Constructive wrongful termination is the legal consequence of the employer’s conduct; it is not the conduct itself. No one would seriously contend that a physical assault—one of the many intolerable types of conduct by an employer that may cause a constructive discharge—is indistinguishable from a wrongful termination because the employer could have terminated the employee by other means. Characterizing the consequence of the employer’s conduct as constructive discharge, as the majority does here, does not address the question of whether the conduct itself is actionable in contract, in tort, or under other civil legal principles.
Detrimental reliance is an essential element of fraud. (5 Witkin, Summary of Cal. Law (9th ed. 1988) Torts, §§ 676, 711, pp. 778, 810-811.) The facts of this case do not support the majority’s conclusion that Hunter did not detrimentally rely on his employer’s fraudulent misrepresentation in resigning. Because the employer might have accomplished the termination in another manner does not mean that Hunter did not detrimentally rely on the fraud. Hunter did rely on the fraud: he resigned.

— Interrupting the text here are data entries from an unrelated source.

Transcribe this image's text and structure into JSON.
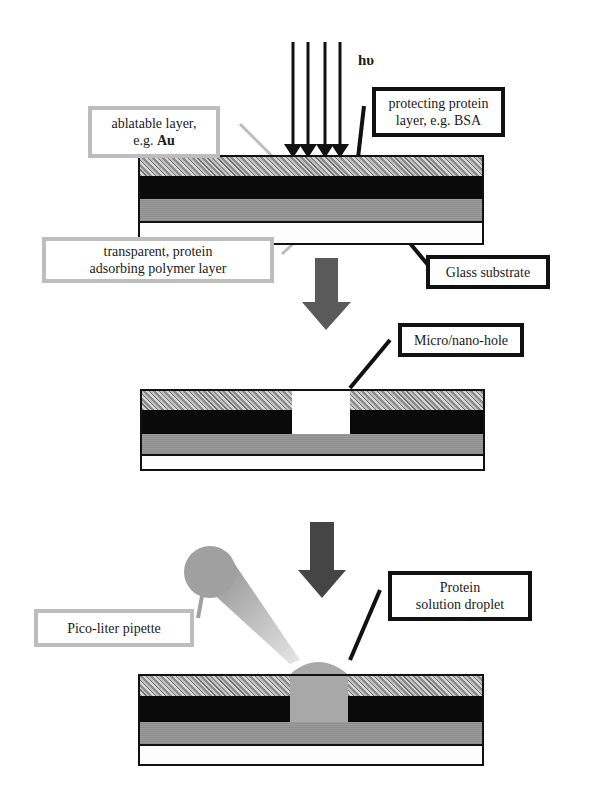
{
  "figure": {
    "light_label": "hυ",
    "labels": {
      "ablatable_line1": "ablatable layer,",
      "ablatable_line2_prefix": "e.g. ",
      "ablatable_line2_bold": "Au",
      "protecting_line1": "protecting protein",
      "protecting_line2": "layer, e.g. BSA",
      "transparent_line1": "transparent, protein",
      "transparent_line2": "adsorbing polymer layer",
      "glass": "Glass substrate",
      "hole": "Micro/nano-hole",
      "pipette": "Pico-liter pipette",
      "droplet_line1": "Protein",
      "droplet_line2": "solution droplet"
    },
    "layers": [
      {
        "name": "protecting protein layer",
        "color": "#b0b0b0"
      },
      {
        "name": "ablatable layer (Au)",
        "color": "#0a0a0a"
      },
      {
        "name": "transparent polymer layer",
        "color": "#959595"
      },
      {
        "name": "glass substrate",
        "color": "#fdfdfd"
      }
    ],
    "steps": [
      {
        "step": 1,
        "title": "Laser irradiation of layer stack"
      },
      {
        "step": 2,
        "title": "Micro/nano-hole after ablation"
      },
      {
        "step": 3,
        "title": "Protein droplet deposition via pipette"
      }
    ],
    "colors": {
      "arrow": "#5a5a5a",
      "droplet": "#a8a8a8",
      "pipette": "#9a9a9a",
      "outline_dark": "#111111",
      "outline_light": "#bdbdbd"
    }
  }
}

In my view, there are two analytic approaches that may entitle the employee to recover in tort for the employer’s fraud. First, when, as here, an employer resorts to fraud to deprive an employee of his or her rights, the employer’s conduct is not within the scope of the contractual employment relationship. (See Johns-Manville Products Corp. v. Superior Court (1980) 27 Cal.3d 465, All [165 Cal.Rptr. 858, 612 P.2d 948, 9 A.L.R.4th 758]; see generally, Livitsanos v. Superior Court (1992) 2 Cal.4th 744, 754-755 [7 Cal.Rptr.2d 808, 828 P.2d 1195]; Shoemaker v. Myers (1990) 52 Cal.3d 1, 16 [276 Cal.Rptr. 303, 801 P.2d 1054]; Cole v. Fair Oaks Protection Dist. (1987) 43 Cal.3d 148, 161 [233 Cal.Rptr. 308, 729 P.2d 743].) Second, the employer’s misconduct in this case did not have as its sole objective a wrongful termination of employment. The misconduct included the additional unlawful objective of preventing the employee from learning of and enforcing his contractual rights. Because under my approach the defrauded employee is entitled to recover tort damages under either of these two analytic approaches, it is not necessary in this case to decide which of these two approaches is preferable.

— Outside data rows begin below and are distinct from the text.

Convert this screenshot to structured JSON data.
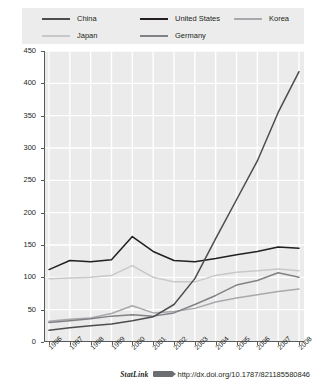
{
  "chart_data": {
    "type": "line",
    "title": "",
    "xlabel": "",
    "ylabel": "",
    "categories": [
      "1996",
      "1997",
      "1998",
      "1999",
      "2000",
      "2001",
      "2002",
      "2003",
      "2004",
      "2005",
      "2006",
      "2007",
      "2008"
    ],
    "x": [
      1996,
      1997,
      1998,
      1999,
      2000,
      2001,
      2002,
      2003,
      2004,
      2005,
      2006,
      2007,
      2008
    ],
    "ylim": [
      0,
      450
    ],
    "ytick_step": 50,
    "yticks": [
      0,
      50,
      100,
      150,
      200,
      250,
      300,
      350,
      400,
      450
    ],
    "grid": true,
    "legend_position": "top",
    "series": [
      {
        "name": "China",
        "color": "#4d4d4f",
        "values": [
          18,
          22,
          25,
          28,
          33,
          39,
          58,
          98,
          160,
          220,
          280,
          355,
          418
        ]
      },
      {
        "name": "United States",
        "color": "#231f20",
        "values": [
          112,
          126,
          124,
          127,
          163,
          140,
          126,
          124,
          129,
          135,
          140,
          147,
          145
        ]
      },
      {
        "name": "Korea",
        "color": "#a7a9ac",
        "values": [
          32,
          35,
          37,
          44,
          56,
          45,
          47,
          52,
          62,
          68,
          73,
          78,
          82
        ]
      },
      {
        "name": "Japan",
        "color": "#c7c8ca",
        "values": [
          98,
          99,
          100,
          103,
          118,
          100,
          93,
          93,
          103,
          108,
          110,
          113,
          110
        ]
      },
      {
        "name": "Germany",
        "color": "#808285",
        "values": [
          30,
          33,
          36,
          40,
          42,
          40,
          45,
          58,
          72,
          88,
          95,
          107,
          100
        ]
      }
    ]
  },
  "legend": {
    "items": [
      {
        "label": "China",
        "color": "#4d4d4f"
      },
      {
        "label": "United States",
        "color": "#231f20"
      },
      {
        "label": "Korea",
        "color": "#a7a9ac"
      },
      {
        "label": "Japan",
        "color": "#c7c8ca"
      },
      {
        "label": "Germany",
        "color": "#808285"
      }
    ]
  },
  "footer": {
    "statlink_label": "StatLink",
    "url": "http://dx.doi.org/10.1787/821185580846"
  }
}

*1198I find the practical effect of the majority’s opinion most troubling. An employer who has decided to wrongfully terminate an employee now has nothing to lose by accomplishing that termination through the means of fraud. Indeed, the employer has everything to gain—if the fraud succeeds, the employee will never discover the true reason for the termination, and will never trouble the employer with a wrongful termination action.
I would affirm the judgment of the Court of Appeal.
Respondent’s petition for a rehearing was denied January 20, 1994. Mosk, J., and Kennard, J., were of the opinion that the petition should be granted.